J Exp Psychol Learn Mem Cogn
July 2024
"Hospital" can refer to a physical place or more figuratively to the people associated with it. Such place-for-institution metonyms are common in everyday language, but there remain several open questions in the literature regarding how they are processed. The goal of the current eyetracking experiments was to investigate how metonyms are interpreted when they appear as sentence subjects in structures that are temporarily syntactically ambiguous versus unambiguous (e.
View Article and Find Full Text PDFBackground: The COVID-19 pandemic has had profound impacts on people worldwide. Previous studies have shown that fear learning, extinction, recall, and contextual information processing involve the activation of emotion and sensory brain systems, which can be modified. However, it remains unclear whether brain functions associated with these processes have been altered over the pandemic period.
View Article and Find Full Text PDFSleep disturbance is common within days to weeks following a traumatic event and has been associated with emotion dysregulation, a strong risk factor for PTSD development. This study aims to examine if emotion dysregulation mediates the relationship between early post-trauma sleep disturbance and subsequent PTSD symptom severity. Adult participants ( = 125) completed questionnaires regarding sleep disturbance (via Pittsburgh Sleep Quality Index Addendum; PSQI-A) and emotion dysregulation (via Difficulties in Emotion Regulation Scale; DERS) within 2 weeks after exposure to traumatic events.
View Article and Find Full Text PDFBackground: Trauma exposure can cause post-traumatic stress symptoms (PTSS), and persistently experiencing PTSS may lead to the development of post-traumatic stress disorder (PTSD). Research has shown that PTSS that emerged within days of trauma was a robust predictor of PTSD development.
Aims: To investigate patterns of early stress responses to trauma and their associations with development of PTSD.

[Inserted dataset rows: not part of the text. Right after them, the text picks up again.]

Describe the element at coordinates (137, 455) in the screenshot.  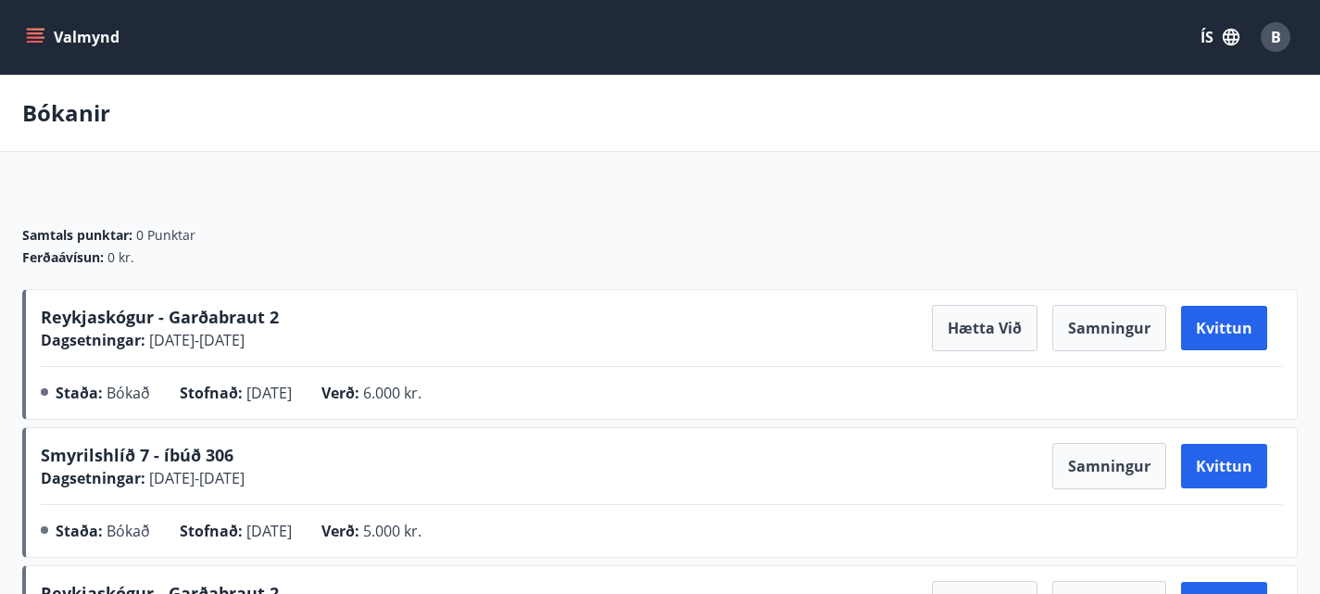
I see `span: Smyrilshlíð 7 - íbúð 306` at that location.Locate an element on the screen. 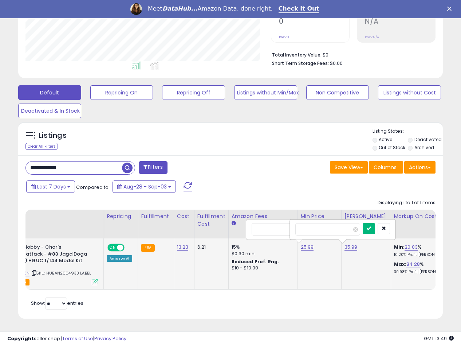 Image resolution: width=461 pixels, height=346 pixels. div: Cost is located at coordinates (184, 216).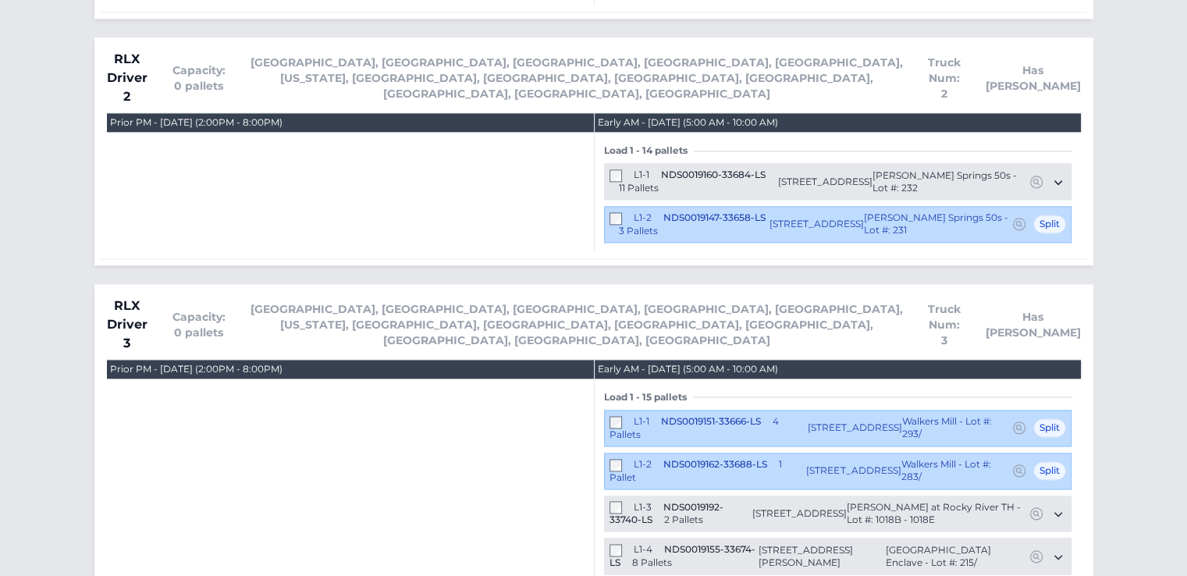  I want to click on span: NDS0019162-33688-LS, so click(715, 463).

Previous research has demonstrated that the ease or difficulty of processing complex semantic expressions depends on sentence structure: Processing difficulty emerges when the constituents that create the complex meaning appear in the same clause, whereas difficulty is reduced when the constituents appear in separate clauses. The goal of the current eye-tracking-while-reading experiments was to determine how changes to sentence structure affect the processing of lexical repetition, as this manipulation enabled us to isolate processes involved in word recognition (repetition priming) from those involved in sentence interpretation (felicity of the repetition). When repetition of the target word was felicitous (Experiment 1), we observed robust effects of repetition priming with some evidence that these effects were weaker when repetition occurred within a clause versus across a clause boundary.